Growing share of impact-focused funds
Our goals: alignment of fund portfolio companies
Our fund portfolio continues to evolve towards a more mature and impact-driven composition, combining dedicated impact funds and venture capital funds that contribute fully or partially to our solution areas, alongside broader investment funds.
Currently, 7% of our capital remains invested in non-impact funds, which will be gradually phased out over time. Around 10% of capital in 2025 is allocated to impact funds, split evenly between venture and later-stage strategies.
We see increasing alignment with our solutions. One new fund commitment (Eurazeo Planetary Boundary Fund) and follow-on investments from existing funds have strengthened our exposure to climate, circularity, toxicity-free and inclusive solutions. In 2025, 46% of our fund portfolio contributed to one or more solutions. This is mainly driven by our impact and impact VC funds, which show stronger alignment at around 69%.
Our ambition is to build a balanced impact-risk-return fund portfolio, with around 80% of invested capital allocated to solutions. The split of portfolio results per fund category is available in the detailed portfolio report.
Achieving this ambition requires selecting fund managers who share our vision and who actively integrate impact into governance, investment processes and engagement with portfolio companies.
Our results: maturity in social equality
Across the portfolio, BCS scores of our funds (VC, impact and non-impact) show gradual improvement, although progress remains uneven.

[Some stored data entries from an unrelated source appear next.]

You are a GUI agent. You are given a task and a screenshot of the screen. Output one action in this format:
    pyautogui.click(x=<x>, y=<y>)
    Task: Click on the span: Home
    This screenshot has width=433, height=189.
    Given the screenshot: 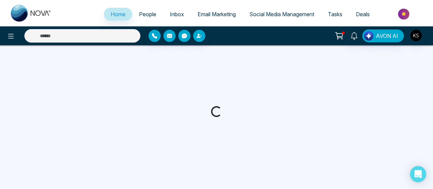 What is the action you would take?
    pyautogui.click(x=118, y=14)
    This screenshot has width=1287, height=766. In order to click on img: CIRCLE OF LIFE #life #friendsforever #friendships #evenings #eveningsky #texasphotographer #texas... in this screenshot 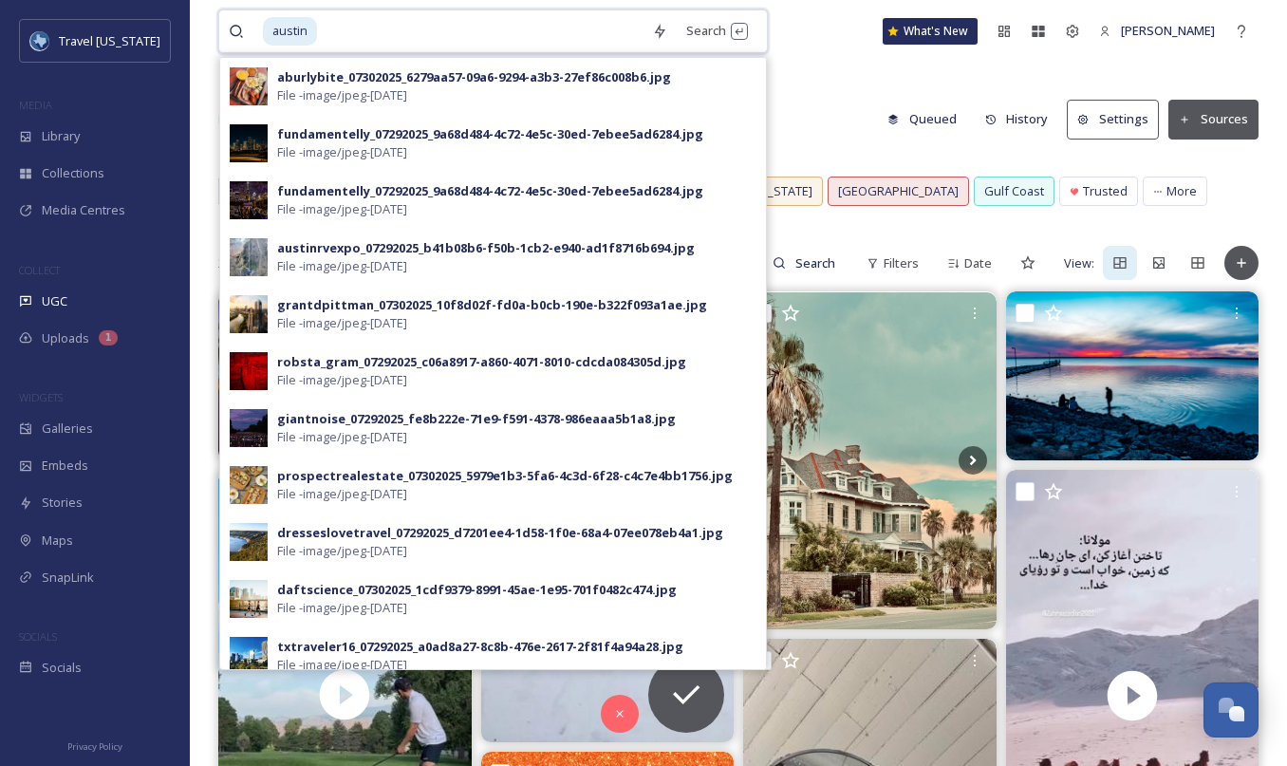, I will do `click(1132, 376)`.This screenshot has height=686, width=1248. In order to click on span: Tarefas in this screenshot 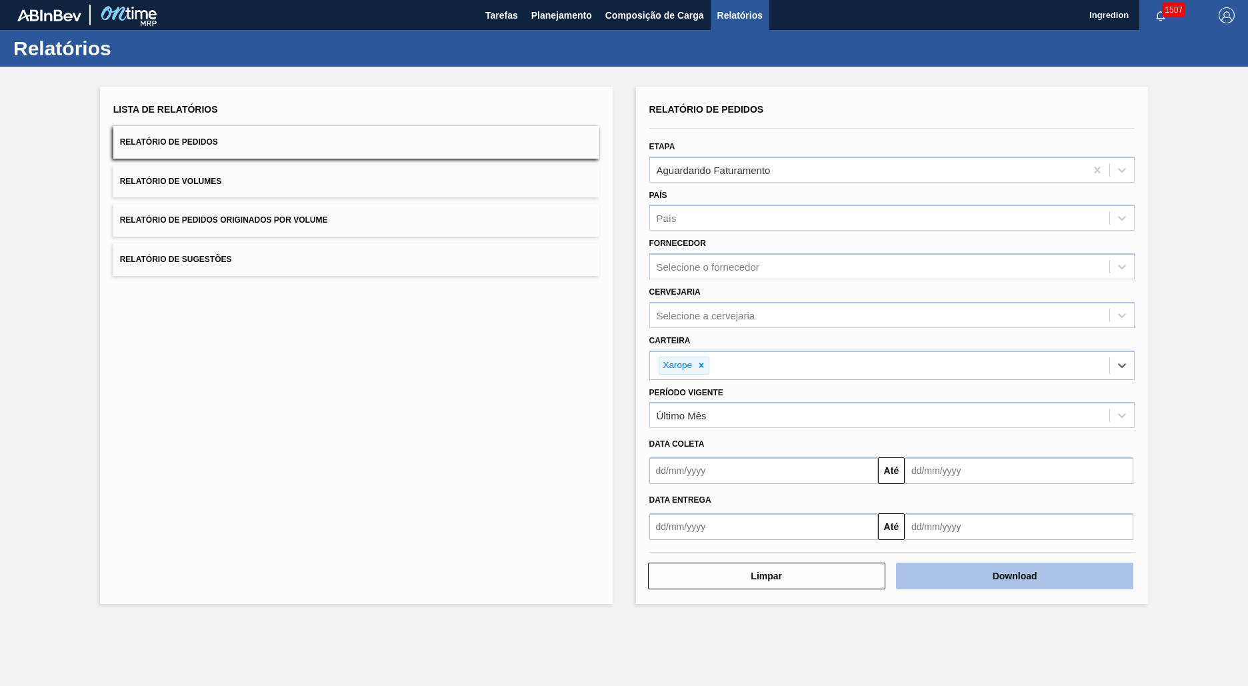, I will do `click(501, 15)`.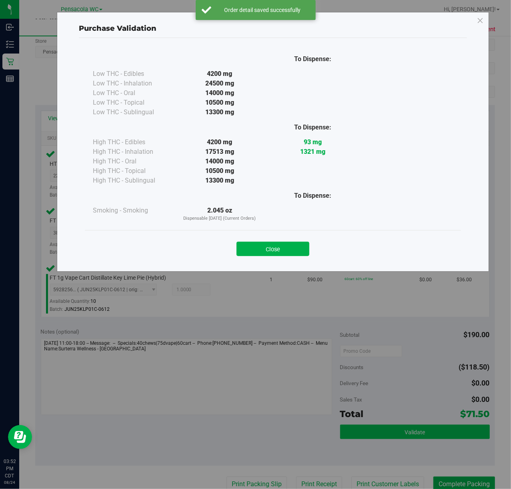 The width and height of the screenshot is (511, 489). What do you see at coordinates (312, 142) in the screenshot?
I see `strong: 93 mg` at bounding box center [312, 142].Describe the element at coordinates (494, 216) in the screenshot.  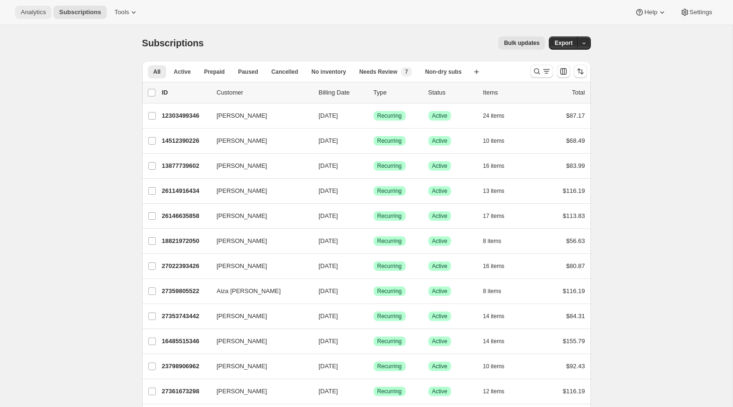
I see `span: 17 items` at that location.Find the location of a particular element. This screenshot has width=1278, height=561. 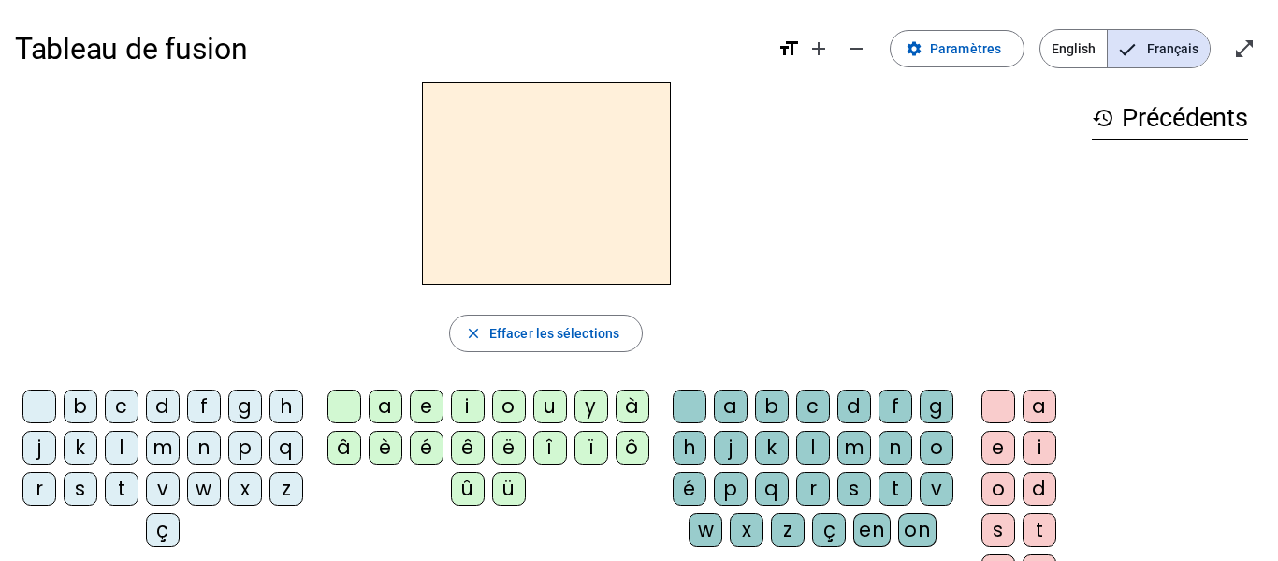

mat-button-toggle-group: Language selection is located at coordinates (1125, 49).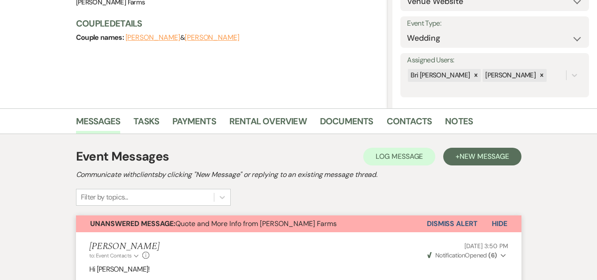 Image resolution: width=597 pixels, height=280 pixels. What do you see at coordinates (452, 224) in the screenshot?
I see `button: Dismiss Alert` at bounding box center [452, 224].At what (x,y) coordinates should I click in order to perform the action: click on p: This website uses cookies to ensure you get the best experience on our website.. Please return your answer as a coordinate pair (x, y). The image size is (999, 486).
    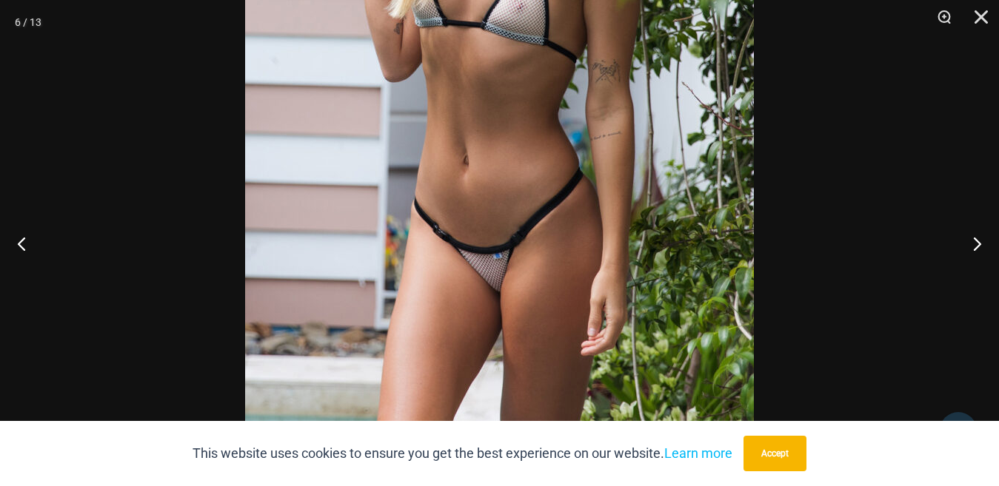
    Looking at the image, I should click on (462, 454).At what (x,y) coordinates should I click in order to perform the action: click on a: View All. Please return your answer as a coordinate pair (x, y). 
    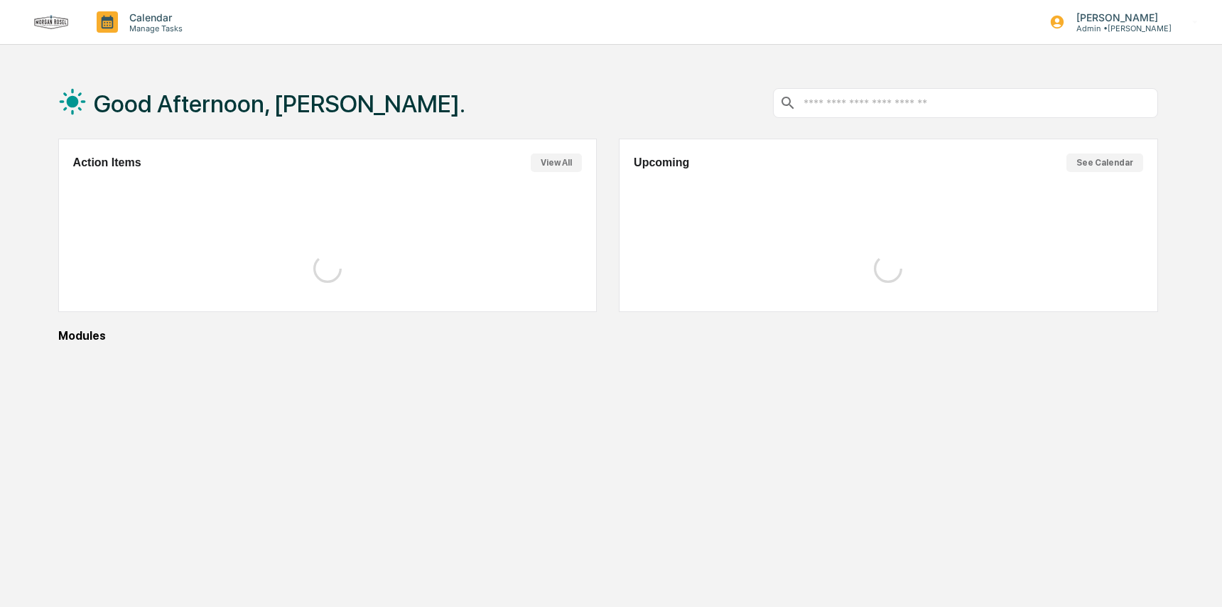
    Looking at the image, I should click on (556, 163).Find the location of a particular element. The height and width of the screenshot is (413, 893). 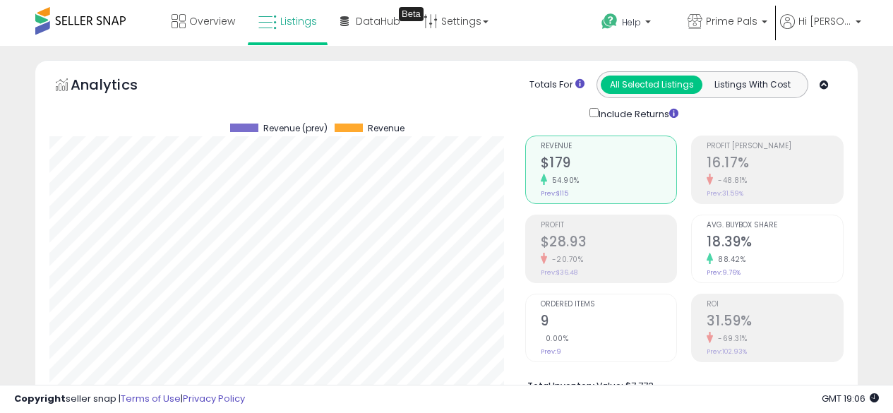

span: Revenue (prev) is located at coordinates (295, 129).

Overall scores increased, mainly driven by stronger climate and social equality integration and more active engagement.
Part of this increase is linked to the updated BCS maturity ladder for VC funds. This better reflects what early-stage investors can realistically influence. It places greater emphasis on engagement, governance and the use of relative rather than absolute reduction targets, resulting in more meaningful and comparable scores.
Biodiversity remains the least developed area. While awareness is growing, most funds are still at an early stage, with limited tools and inconsistent application. A few frontrunners, such as PYMWYMIC and Eurazeo, demonstrate what more advanced integration can look like by embedding biodiversity into investment processes, KPIs and decision-making frameworks.
Climate is increasingly embedded, with many funds measuring emissions and assessing risks. However, only a subset translates this into clear targets and measurable outcomes.
Social equality shows the strongest progress, with more funds implementing formal policies, clearer governance and greater integration of employee well-being into due diligence and monitoring. However, value chain topics such as human rights risks remain less developed.
Measuring positive impact also remains challenging and fragmented. Indicators vary, data quality is inconsistent, and year-on-year comparisons are therefore not always fully reliable. This is particularly true for early-stage ventures and enabling technologies, where impact is often still potential rather than realised. While measurement is not yet perfect, this does not deminish the importance of continuing to invest in solutions that contribute to a better future.